The numbers from Wall Street’s Q4 2025 earnings season are unambiguous: investment banking is back. Citigroup reported advisory fee growth of 84%, Morgan Stanley posted 45% gains, and Americas M&A volume surged 45% year-on-year, driven by a wave of megadeals and a meaningful recovery in sponsor-backed transactions. With Morgan Stanley and Goldman Sachs forecasting 11% revenue growth in investment banking for 2026, the structural conditions for a sustained dealmaking cycle are falling into place. For CFOs, General Counsel, and M&A Directors operating in the mid-market — whether in Milan, Munich, or Minneapolis — the strategic implications are material and immediate.

Capital Markets Rebound: Reading the Signals Beyond the Headlines

The 2025 recovery in capital markets was not uniform. It was concentrated in sectors with clear valuation anchors — healthcare, industrials, and technology — and fuelled by a recalibration of interest rate expectations that unlocked frozen sponsor portfolios. Private equity firms, sitting on record levels of dry powder and facing mounting pressure from LPs on distributions, accelerated exit timelines as financing conditions stabilised.

From a European perspective, the tailwind is real but requires nuance. European M&A confidence has improved, contributing to global pipeline momentum, yet cross-border transactions continue to face heightened regulatory scrutiny — particularly under the EU Foreign Subsidies Regulation (FSR) and evolving FDI screening frameworks across Germany, France, and Italy. Boards should not conflate market optimism with regulatory simplicity. The pipeline may be fuller; the path to close remains complex.

For treasury management teams, the stabilisation of financing markets — including lender willingness to extend maturities on legacy 2021–2022 deals, as observed in real estate capital markets — signals a broader thaw in credit availability. This has direct implications for fundraising strategies and recapitalisation decisions heading into H2 2026.

Structural Stress Beneath the Optimism: Consumer Debt and Macro Fragility

Beneath the deal activity, structural vulnerabilities persist. US credit card balances reached $1.27 trillion in early March 2026 — a figure that reflects sustained inflationary pressure on household and small business balance sheets. While this may appear distant from boardroom M&A discussions, it carries direct relevance for consumer-facing sector valuations, retail deal multiples, and the credit quality of mid-market targets with B2C exposure.

For financial advisory teams conducting due diligence, the macro stress in consumer credit warrants deeper scrutiny of working capital cycles, customer concentration, and revenue durability in any target operating in discretionary spending categories. Inflation-adjusted EBITDA normalisation is no longer optional — it is a baseline expectation from sophisticated acquirers and lenders alike.

The parallel rise of fintech adoption for budgeting, cash flow management, and financial security — accelerating among both consumers and mid-market businesses — also signals a shift in how treasury and finance functions are being digitised. Acquirers evaluating mid-market targets should assess fintech integration maturity as both a risk factor and a value creation lever.

Implications for Mid-Market Decision-Makers in 2026

The convergence of recovering valuations, accelerating sponsor activity, and stabilising financing creates a narrow but actionable window for mid-market businesses to pursue strategic transactions — whether as acquirers, targets, or capital-raising entities. Key priorities for leadership teams include:

  • Mandate readiness: Ensure financial statements, data rooms, and compliance documentation are current and audit-ready. Compressed timelines in competitive processes penalise unprepared sellers.
  • Regulatory pre-clearance planning: For any cross-border transaction with EU dimensions, engage legal counsel early on FSR notifications, merger control thresholds, and FDI screening timelines — these can add three to six months to deal execution.
  • Balance sheet discipline: With consumer debt stress a systemic signal, conservative leverage assumptions and robust stress-testing of financing structures will differentiate credible acquirers from opportunistic ones in lender conversations.
  • Fintech and digital infrastructure assessment: As part of any restructuring or integration planning, evaluate the target’s digital finance stack — from ERP systems to treasury automation — as a determinant of post-close value realisation.

Key Takeaway

The 2026 M&A environment offers genuine opportunity, but it rewards preparation over reaction. The surge in advisory fees and pipeline volume reflects pent-up demand meeting improved conditions — not a frictionless market. Mid-market executives who invest now in transaction readiness, regulatory intelligence, and disciplined capital allocation will be best positioned to capture value in a cycle that, by most credible forecasts, has meaningful runway ahead. The question is not whether deals will get done — it is whether your organisation is structured to lead them.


◆ TASK OBJECTIVE
Exclude the images and transcribe the entries below precisely.

◆ PROVIDED MATERIAL

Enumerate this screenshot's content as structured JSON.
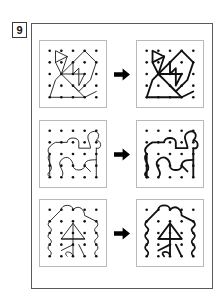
{
  "page": {
    "exercise_number": "9",
    "background_color": "#ffffff",
    "frame_color": "#5a5a5a",
    "panel_border_color": "#b9b9b9",
    "ink_color": "#111111",
    "arrow_color": "#000000",
    "arrow_icon": "right-arrow-icon"
  },
  "chart_data": {
    "type": "table",
    "title": "",
    "grid": {
      "rows": 5,
      "cols": 5,
      "dot_radius": 1.35
    },
    "rows": [
      {
        "index": 1,
        "name": "angular-polygon-figure",
        "source_stroke_width": 0.9,
        "target_stroke_width": 1.9,
        "paths": [
          "M10,58 L22,58 L34,58 L46,58 L58,52",
          "M10,58 L16,40 L22,34 L16,22 L16,10 L28,16",
          "M16,22 L28,16",
          "M28,16 L22,34 L34,46 L46,58",
          "M22,34 L34,22 L46,10 L58,22 L52,40 L40,52 L34,46",
          "M34,22 L34,34 L46,34 L40,46 L40,28 L34,34",
          "M22,34 L34,34"
        ]
      },
      {
        "index": 2,
        "name": "wavy-jigsaw-figure",
        "source_stroke_width": 0.9,
        "target_stroke_width": 1.9,
        "paths": [
          "M10,58 L10,34 C4,28 16,22 16,22 L28,22 C28,16 40,16 40,22 L40,28 L52,28 C52,22 46,16 52,12 C58,8 64,14 58,20 C64,20 64,30 58,28",
          "M10,34 C4,40 16,46 10,52 C4,58 16,58 10,58",
          "M22,58 C28,52 16,46 22,40 C28,34 34,40 34,46 C34,52 46,52 46,46 C46,40 52,40 58,40",
          "M58,28 L58,58",
          "M46,46 L52,52"
        ]
      },
      {
        "index": 3,
        "name": "arrow-in-puzzle-figure",
        "source_stroke_width": 0.9,
        "target_stroke_width": 1.9,
        "paths": [
          "M10,22 L22,10 C22,4 34,4 34,10 C40,4 46,10 46,16 L58,22",
          "M10,22 C4,28 16,28 10,34 C4,40 16,40 10,46 C4,52 16,52 10,58",
          "M58,22 C64,28 52,28 58,34 C64,40 52,40 58,46 C64,52 52,52 58,58",
          "M22,40 L34,24 L46,40 Z",
          "M34,24 L34,58",
          "M22,40 L46,40",
          "M34,46 L22,52",
          "M28,58 C22,52 34,52 34,58",
          "M40,46 L46,58"
        ]
      }
    ]
  }
}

◆ WRITTEN SOLUTION
Enumerate this screenshot's content as structured JSON.
{
  "page": {
    "exercise_number": "9",
    "background_color": "#ffffff",
    "frame_color": "#5a5a5a",
    "panel_border_color": "#b9b9b9",
    "ink_color": "#111111",
    "arrow_color": "#000000",
    "arrow_icon": "right-arrow-icon"
  },
  "chart_data": {
    "type": "table",
    "title": "",
    "grid": {
      "rows": 5,
      "cols": 5,
      "dot_radius": 1.35
    },
    "rows": [
      {
        "index": 1,
        "name": "angular-polygon-figure",
        "source_stroke_width": 0.9,
        "target_stroke_width": 1.9,
        "paths": [
          "M10,58 L22,58 L34,58 L46,58 L58,52",
          "M10,58 L16,40 L22,34 L16,22 L16,10 L28,16",
          "M16,22 L28,16",
          "M28,16 L22,34 L34,46 L46,58",
          "M22,34 L34,22 L46,10 L58,22 L52,40 L40,52 L34,46",
          "M34,22 L34,34 L46,34 L40,46 L40,28 L34,34",
          "M22,34 L34,34"
        ]
      },
      {
        "index": 2,
        "name": "wavy-jigsaw-figure",
        "source_stroke_width": 0.9,
        "target_stroke_width": 1.9,
        "paths": [
          "M10,58 L10,34 C4,28 16,22 16,22 L28,22 C28,16 40,16 40,22 L40,28 L52,28 C52,22 46,16 52,12 C58,8 64,14 58,20 C64,20 64,30 58,28",
          "M10,34 C4,40 16,46 10,52 C4,58 16,58 10,58",
          "M22,58 C28,52 16,46 22,40 C28,34 34,40 34,46 C34,52 46,52 46,46 C46,40 52,40 58,40",
          "M58,28 L58,58",
          "M46,46 L52,52"
        ]
      },
      {
        "index": 3,
        "name": "arrow-in-puzzle-figure",
        "source_stroke_width": 0.9,
        "target_stroke_width": 1.9,
        "paths": [
          "M10,22 L22,10 C22,4 34,4 34,10 C40,4 46,10 46,16 L58,22",
          "M10,22 C4,28 16,28 10,34 C4,40 16,40 10,46 C4,52 16,52 10,58",
          "M58,22 C64,28 52,28 58,34 C64,40 52,40 58,46 C64,52 52,52 58,58",
          "M22,40 L34,24 L46,40 Z",
          "M34,24 L34,58",
          "M22,40 L46,40",
          "M34,46 L22,52",
          "M28,58 C22,52 34,52 34,58",
          "M40,46 L46,58"
        ]
      }
    ]
  }
}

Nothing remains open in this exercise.